The next day, fate intervened in the most ordinary way.

Aarav stopped at a café near his office, one he rarely visited. As he reached for his coffee, he heard a familiar voice ordering behind him.

"Medium latte. No sugar."

His hand froze.

Slowly, he turned.

Meera stood there, her hair tied loosely, dark circles under her eyes that made his chest tighten. For a moment, neither of them spoke. The world seemed to pause, waiting.

"Hi," she said finally.

"Hi," he replied, his voice quieter than he intended.

They stood there awkwardly until the barista cleared his throat. Aarav paid quickly and gestured toward an empty table.

"Can we… sit?" he asked.

Meera hesitated, then nodded.

Silence followed them like a third presence. Aarav stirred his coffee he hadn't tasted. Meera traced patterns on the table with her finger.

"I wasn't sure I'd see you," Meera said softly.

"I wasn't sure I deserved to," Aarav admitted.

That made her look up.

"There it is," she said. "You always turn everything into what you deserve, not what you feel."

He swallowed. "Because feelings complicate things."

"And silence doesn't?" she asked, not accusing—just tired.

Aarav looked at her then, really looked. He saw the strength she tried to hide, the patience that had worn thin, the love that hadn't died but had been wounded.

"I'm scared," he said suddenly.

The words surprised even him.

"Of what?" Meera asked.

"Of saying the wrong thing. Of promising something I might fail to protect. Of loving you in a way that costs you more than it gives."

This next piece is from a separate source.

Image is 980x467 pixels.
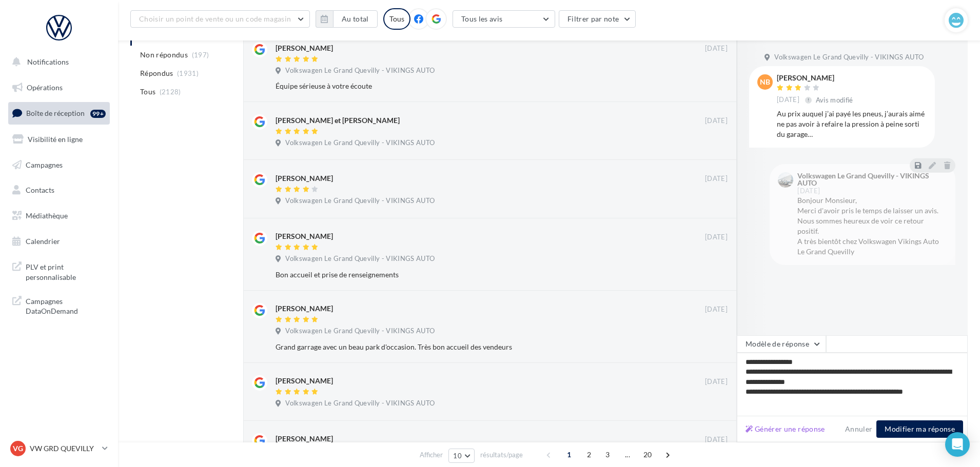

Her eyes softened, but her voice remained steady. "You don't get to decide that alone."

"I know," he said. "But every time I try to speak, my past pulls me back."

She leaned back in her chair. "Then talk about the past."

And just like that, the door he had kept locked for years creaked open.

Aarav told her about his first love—the one that ended in betrayal disguised as practicality. About promises made too early and broken too easily. About how he learned to associate honesty with loss.

"I thought if I never said everything," he said, "I'd never lose everything."

Meera listened without interrupting. When he finished, she exhaled slowly.

"You were protecting yourself," she said. "But in doing that, you were leaving me unprotected."

The truth of it settled between them.

"I never wanted to hurt you," Aarav said.

"I know," Meera replied. "That's what makes it harder."

She stood up, picking up her bag. Panic rose in him.

"Are you leaving?" he asked.

"I'm choosing myself," she said gently. "Whether that includes you depends on what you choose next."

He stood too. "I don't want to lose you."

"Then don't lose your voice," she said. "Love doesn't need perfection. It needs presence."

She walked away before he could say more.

That night, Aarav didn't sleep. He replayed every word, every pause, every moment he had chosen silence over courage. He realized something painful and freeing at the same time—his fear was no longer protecting him. It was costing him.

At dawn, he opened his phone and typed a message to Meera. He deleted it. Typed again. This time, he didn't overthink.

"I'm done hiding behind silence. If you're willing, I want to talk—not halfway, not carefully. Honestly."

He pressed send.

Minutes passed like hours.

Then his phone buzzed.

"Honesty is all I ever asked for. Let's talk."

Aarav closed his eyes, feeling a weight lift—not because everything was fixed, but because something had finally begun.

Love, he realized, wasn't about avoiding pain.

It was about choosing truth, even when your voice trembled.

And for the first time in a long while, silence no longer felt safer than love.